Information:
= Beginning of Section =
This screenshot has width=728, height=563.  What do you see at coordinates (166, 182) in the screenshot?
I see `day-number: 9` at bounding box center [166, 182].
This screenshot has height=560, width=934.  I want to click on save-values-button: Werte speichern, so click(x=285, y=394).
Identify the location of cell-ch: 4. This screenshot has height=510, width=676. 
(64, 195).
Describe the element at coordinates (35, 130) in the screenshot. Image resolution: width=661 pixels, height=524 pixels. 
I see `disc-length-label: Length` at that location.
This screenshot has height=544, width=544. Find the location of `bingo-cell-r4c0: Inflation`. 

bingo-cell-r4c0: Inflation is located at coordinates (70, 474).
= End of Section =
Assignment: Could you retype every record above exactly as written?

Result below:
This screenshot has width=728, height=563.  What do you see at coordinates (166, 182) in the screenshot?
I see `day-number: 9` at bounding box center [166, 182].
This screenshot has height=560, width=934.  I want to click on save-values-button: Werte speichern, so click(x=285, y=394).
Identify the location of cell-ch: 4. This screenshot has height=510, width=676. 
(64, 195).
Describe the element at coordinates (35, 130) in the screenshot. Image resolution: width=661 pixels, height=524 pixels. 
I see `disc-length-label: Length` at that location.
This screenshot has height=544, width=544. Find the location of `bingo-cell-r4c0: Inflation`. 

bingo-cell-r4c0: Inflation is located at coordinates (70, 474).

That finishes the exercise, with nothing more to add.